"You get bored of doing certain things and it becomes repetitive quickly."
It's almost bizarre to pick up the phone and hear the Aussie twang that comes out of Jack Bourke's mouth as talks down the phone line. Seeing and hearing him up on stage a week prior to this call as part of City Calm Down's national tour promoting their new album In A Restless House, you could have sworn you were witnessing a Jim Kerr/Bernard Sumner hybrid — switching between the low baritone vocals one moment and soaring tones the next, coupled with the mic-behind-the-back move as he grooved his way across the stage, Bourke was an absolute joy to watch. Is the whole act a natural process? "I don't know how much I want to admit to you," he begins, "but when I was very young I was a huge fan of Midnight Oil, and I'm not trying to pull any Peter Garrett dance moves, but I've always enjoyed seeing bands play where there's movement involved. I always felt like it freed me up to participate in the performance as an audience member, and it's also because I feel inclined to move around a bit, trying to distract everyone from the shortcomings," he chuckles.

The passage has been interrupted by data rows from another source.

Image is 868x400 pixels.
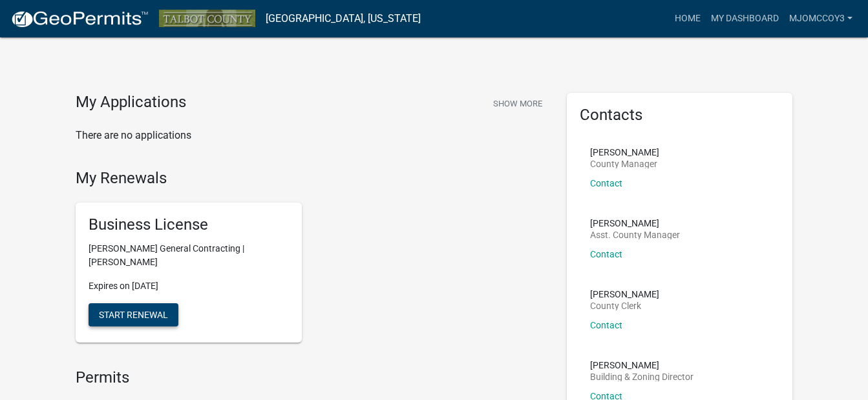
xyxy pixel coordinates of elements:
button: Show More [488,93,548,115]
a: mjomccoy3 [784,7,858,31]
p: County Manager [590,159,659,169]
a: Contact [590,249,622,260]
h4: My Renewals [75,169,548,188]
p: [PERSON_NAME] [590,148,659,157]
a: Contact [590,320,622,331]
p: [PERSON_NAME] General Contracting | [PERSON_NAME] [88,242,289,269]
img: Talbot County, Georgia [159,9,255,27]
h4: Permits [75,369,548,387]
a: Contact [590,178,622,188]
p: Building & Zoning Director [590,373,694,382]
p: [PERSON_NAME] [590,290,659,299]
p: County Clerk [590,302,659,311]
span: Start Renewal [99,310,168,320]
p: Asst. County Manager [590,231,680,239]
h4: My Applications [75,93,186,113]
a: Home [670,7,706,31]
p: [PERSON_NAME] [590,219,680,228]
h5: Business License [88,216,289,235]
wm-registration-list-section: My Renewals [75,169,548,354]
p: [PERSON_NAME] [590,361,694,370]
a: [GEOGRAPHIC_DATA], [US_STATE] [265,7,421,30]
button: Start Renewal [88,304,178,327]
p: Expires on [DATE] [88,279,289,293]
p: There are no applications [75,128,548,143]
a: My Dashboard [706,7,784,31]
h5: Contacts [580,106,780,125]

Not afraid to admit their influences, City Calm Down was conceived back when its members were at uni and there were some big Aussie names dominating the scene. "When we started out — Sam [Mullaly], Jeremy [Sonnenberg] and I — we were in our first, second year of uni and Cut Copy and The Presets were all the rage at the time, just exceptionally fun to play, so we headed a bit down that road. We were jamming and we sort of had no idea what we were doing, we'd just get into my bedroom and try electronic dance music with a full band; it was pretty rough, I reckon." The lack of restraint which undoubtedly came from being students allowed the group to eventually find their feet in a musical sense. "Because we were at uni we were just kicking it around for a long time, and I guess we maybe found a bit of our own style. We adopted things we liked but then sort of took on other influences outside of that narrow sphere — like Joy Division and New Order, as you can probably tell from the music," Bourke laughs, "along with that sort of contemporary influence. It's enabled us to spread ourselves a bit. For instance, on a track like Son [from In A Restless House], we were basically just trying to nail the drum sound that Grizzly Bear used on, ahhh, what's that song?" he pauses, "Yet Again, that's it. That's where we've been heading with that, and it's taken us a while to get there, but we've not been in a hurry."
"I always felt like it freed me up to participate in the performance as an audience member, and it's also because I feel inclined to move around a bit, trying to distract everyone from the shortcomings."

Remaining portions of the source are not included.